Hibernian’s summer began with a defeat on the scoreboard but a few quiet wins behind it, as David Gray’s side went down 1-0 to Shamrock Rovers in their opening pre-season outing at Tallaght Stadium.

Luke O’Regan struck the only goal of the game in the first half, enough to give the League of Ireland champions a tidy home victory against a Hibs team still shaking heavy training from their legs.

This was exactly what it looked like: one side deep into a competitive campaign, the other only a week into pre-season. Rovers were sharper, slicker, already in rhythm. Hibs, by contrast, had the look of a group still being pushed hard on the training ground, the touches a little heavy, the pressing a fraction late.

Gray leaned into that reality, using the night in Dublin to hand valuable minutes to a clutch of academy prospects. Zach Bruce, Lewis Gillie, Josh McDonald, Joseph McGrath and Jacob MacIntyre all featured, the head coach trusting youth in a fixture that never really felt like a gentle run-out.

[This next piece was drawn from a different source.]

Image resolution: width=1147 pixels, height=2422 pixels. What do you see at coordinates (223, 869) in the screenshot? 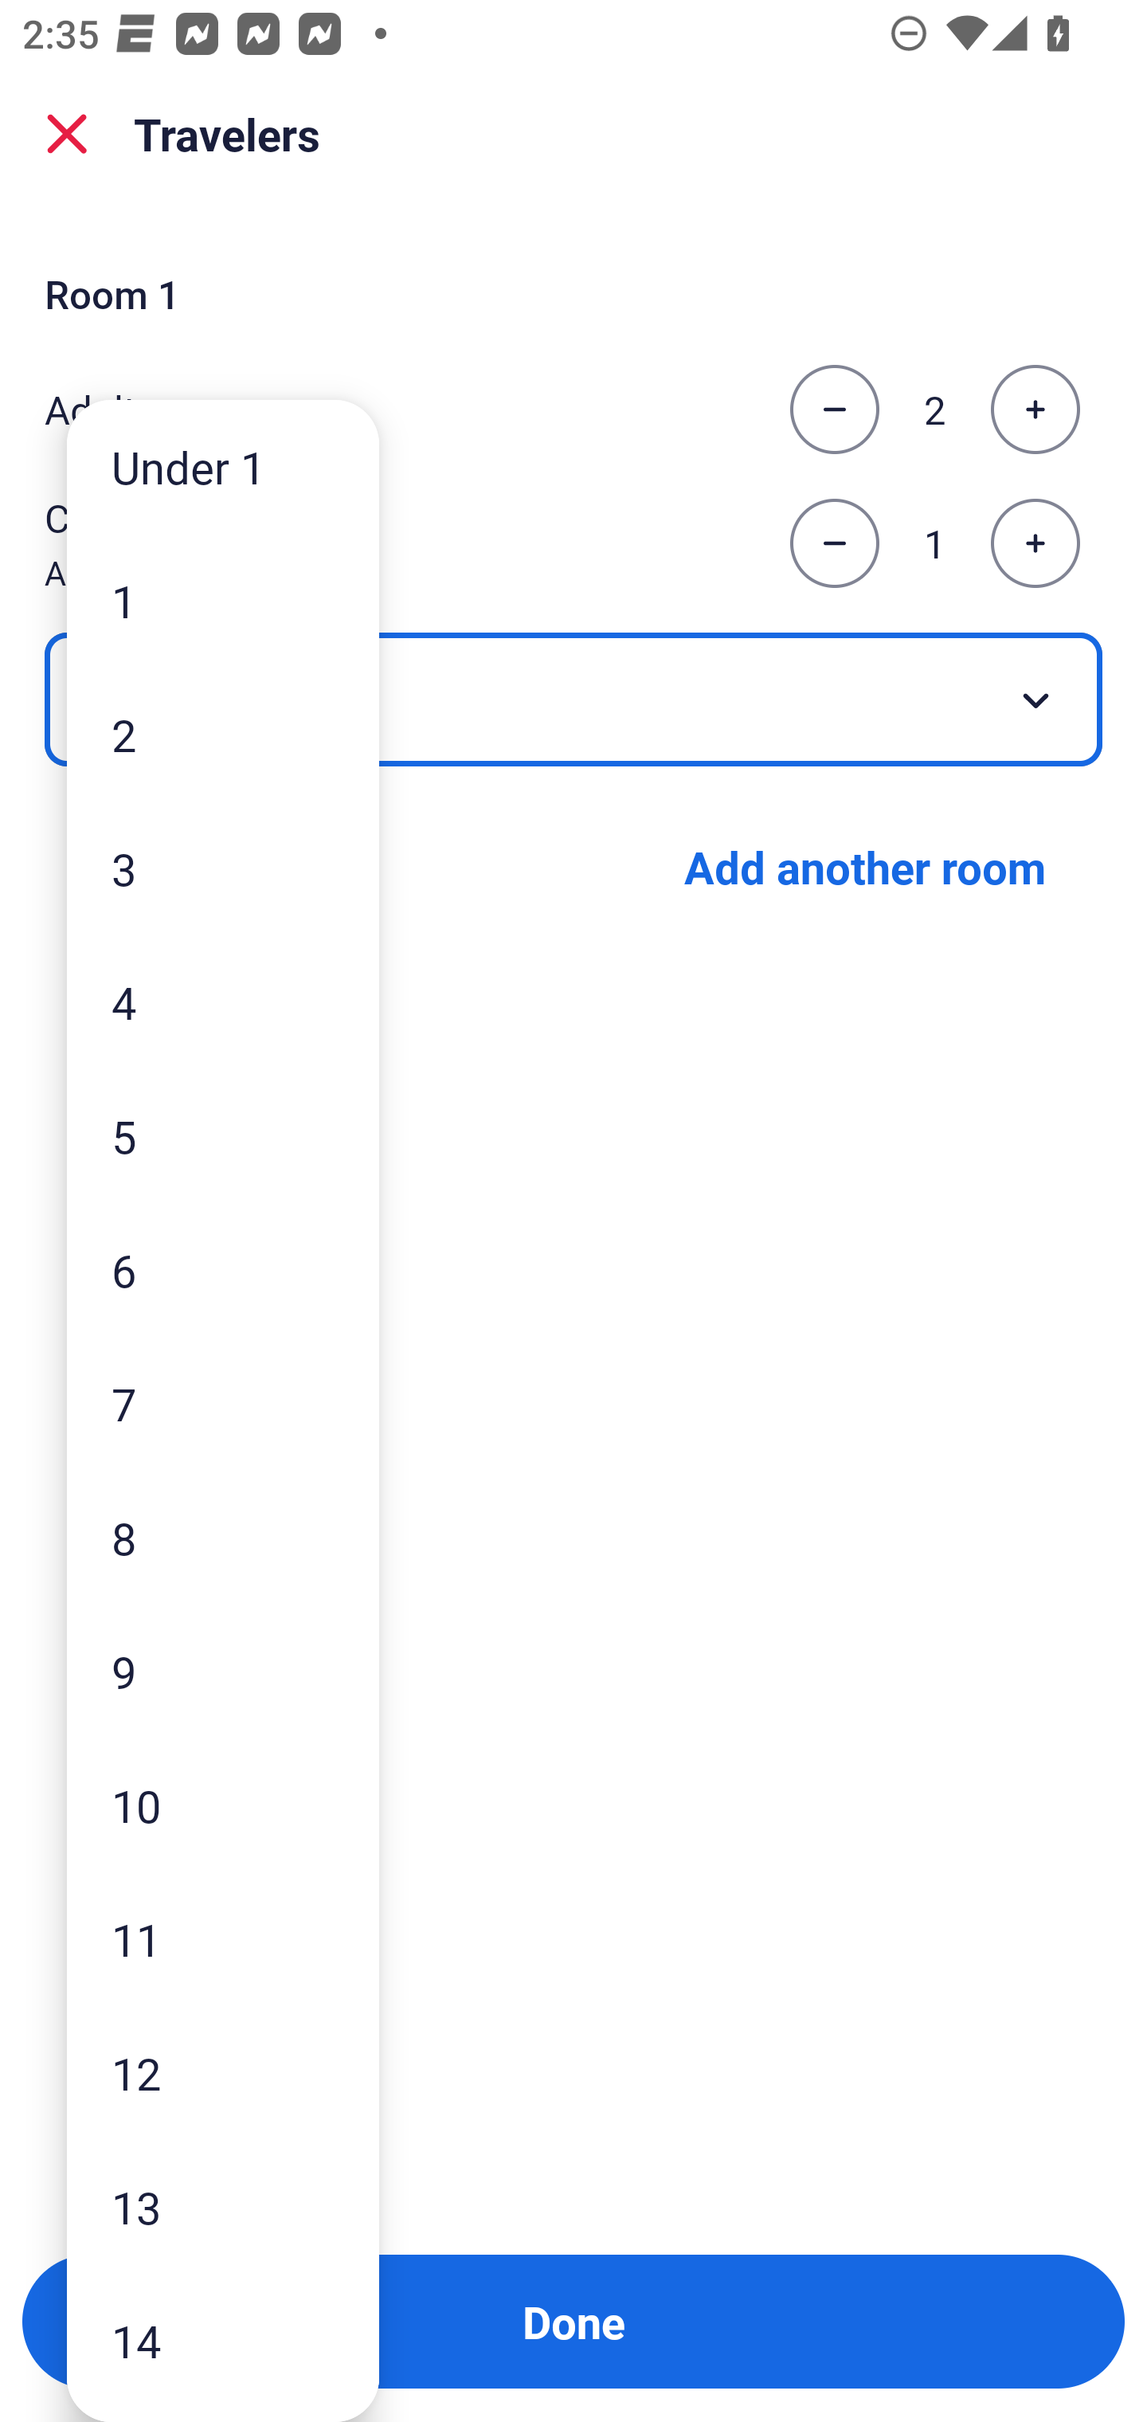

He made the point plainly afterwards: there is no such thing as a friendly. The tackles backed him up. It was a physical contest, bumps and bruises guaranteed, but Hibs emerged without serious damage and with the kind of conditioning test coaches crave at this stage of July.

The senior picture remained incomplete. International contingent Martin Boyle, Grant Hanley, Jamie McGrath and Jordan Obita were all absent, kept back as their workloads are managed. Josh Campbell, Owen Elding and Callum Wright also sat this one out, leaving Gray to mix established names with hungry youngsters against a well-oiled home side.

The most significant development of the night did not come with the ball rolling, though. It came in the update on Rudi Molotnikov.

The highly rated youngster, sidelined long term, has finally stepped back into full training. Gray revealed Molotnikov trained fully with the smaller group of international players in the morning and came through the session unscathed – a major step in his recovery and a psychological lift for the squad.

By the end of the week, the plan is for him to be fully integrated into the main group. The timeline remains sensible: he is not expected to feature this weekend against Cliftonville, the staff unwilling to rush him after so long out. But his presence back on the grass, around the dressing room, changes the feel of Hibs’ pre-season.

So the night in Dublin ends with a narrow defeat, a few tired bodies, and a clearer picture of who is ready to push, who still needs time, and who is finally on the way back. The scoreline will be forgotten quickly. The question now is how much sharper this Hibs side will look when Cliftonville arrive and the minutes in the legs start to turn into something more like form.